From: Eli Zaretskii <eliz@gnu.org>
To: rms@gnu.org
Cc: christopher@librehacker.com, drew.adams@oracle.com,
74261@debbugs.gnu.org
Subject: bug#74261: 30.0.92; Remove modeline warning for explicit uses of dynamic binding
Date: Mon, 11 Nov 2024 14:26:51 +0200 [thread overview]
Message-ID: <861pziklbo.fsf@gnu.org> (raw)
In-Reply-To: <E1tAMkB-00009X-AE@fencepost.gnu.org> (message from Richard Stallman on Mon, 11 Nov 2024 00:13:43 -0500)

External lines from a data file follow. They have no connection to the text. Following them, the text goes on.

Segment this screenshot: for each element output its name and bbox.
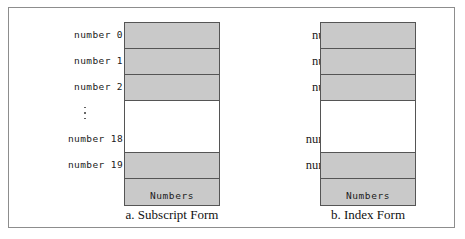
array-name-label-index: Numbers [320,190,416,201]
row-label-2: number 2 [74,74,123,100]
array-name-label-subscript: Numbers [124,190,220,201]
array-cell-0 [321,23,415,49]
row-label-18: number 18 [68,126,123,152]
row-label-19: number 19 [68,152,123,178]
array-box-subscript [124,22,220,206]
array-cell-0 [125,23,219,49]
array-cell-1 [321,49,415,75]
label-column-subscript: number 0 number 1 number 2 number 18 num… [11,22,123,182]
array-cell-18 [321,153,415,179]
vertical-ellipsis-icon [81,100,89,126]
array-cell-1 [125,49,219,75]
array-cell-18 [125,153,219,179]
panel-index-form: number [0] number [1] number [2] number … [234,8,456,227]
row-label-0: number 0 [74,22,123,48]
array-cell-gap [321,101,415,153]
row-label-1: number 1 [74,48,123,74]
array-cell-2 [125,75,219,101]
figure-frame: number 0 number 1 number 2 number 18 num… [8,7,455,228]
panel-caption-index: b. Index Form [268,207,465,223]
array-cell-2 [321,75,415,101]
array-cell-gap [125,101,219,153]
panel-subscript-form: number 0 number 1 number 2 number 18 num… [9,8,234,227]
array-box-index [320,22,416,206]
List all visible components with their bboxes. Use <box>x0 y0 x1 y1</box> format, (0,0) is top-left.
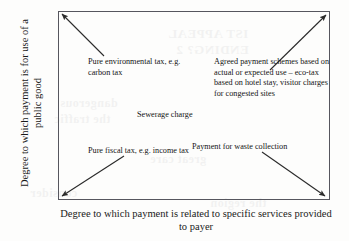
label-pure-environmental-tax: Pure environmental tax, e.g. carbon tax <box>88 57 192 78</box>
label-payment-waste-collection: Payment for waste collection <box>192 142 296 153</box>
plot-frame <box>58 11 330 200</box>
diagram-page: IST APPEAL ENDING? 2 dangerous the traff… <box>0 0 349 241</box>
x-axis-label: Degree to which payment is related to sp… <box>60 207 332 233</box>
label-agreed-payment-schemes: Agreed payment schemes based on actual o… <box>214 57 330 99</box>
label-sewerage-charge: Sewerage charge <box>137 110 247 121</box>
y-axis-label: Degree to which payment is for use of a … <box>18 8 44 198</box>
label-pure-fiscal-tax: Pure fiscal tax, e.g. income tax <box>88 146 192 157</box>
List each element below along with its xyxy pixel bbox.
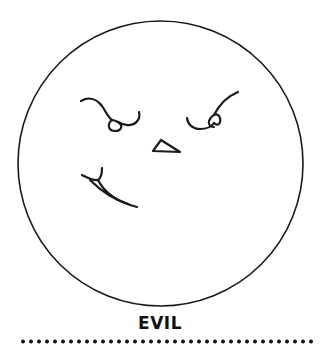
nose-icon xyxy=(153,140,180,152)
right-eye-icon xyxy=(187,92,238,129)
left-eye-icon xyxy=(81,99,139,131)
face-outline xyxy=(18,21,303,306)
face-caption: EVIL xyxy=(0,313,320,333)
dotted-separator xyxy=(0,338,320,344)
evil-face-illustration xyxy=(0,0,320,344)
mouth-icon xyxy=(82,168,137,207)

> From: Richard Stallman <rms@gnu.org>
> Cc: christopher@librehacker.com, 74261@debbugs.gnu.org, eliz@gnu.org
> Date: Mon, 11 Nov 2024 00:13:43 -0500
>
> > The indication in the mode line should be
> > (1) optional and (2) unobtrusive.
>
> > #2: it should just matter-of-factly tell you
> > what mode the current buffer is in.
>
> I contend it should be "intrusive" enough to serve as an effective
> reminder.
>
> Once dynamic binding becomes unusual, programmers will tend to
> assume without conscious doubt that every file uses lexical binding.
>
> So I think that the indicator that this file uses dynamic binding
> ought to be somewhat loud, so that users won't overlook it.
I tend to agree, but only if the file does not already have a
lexical-binding cookie which makes the file use dynamical binding.
Compare this with files that have an unusual encoding or an EOL format
that is not the native one on the current platform: we provide an
indication on the mode line, but don't insist on having it stand out
too much, just a little.
next prev parent reply other threads:[~2024-11-11 12:26 UTC|newest]
Thread overview: 8+ messages / expand[flat|nested] mbox.gz Atom feed top
2024-11-08 15:33 bug#74261: 30.0.92; Remove modeline warning for explicit uses of dynamic binding Christopher Howard
2024-11-08 18:05 ` Drew Adams via Bug reports for GNU Emacs, the Swiss army knife of text editors
2024-11-11 5:13 ` Richard Stallman
2024-11-11 12:26 ` Eli Zaretskii [this message]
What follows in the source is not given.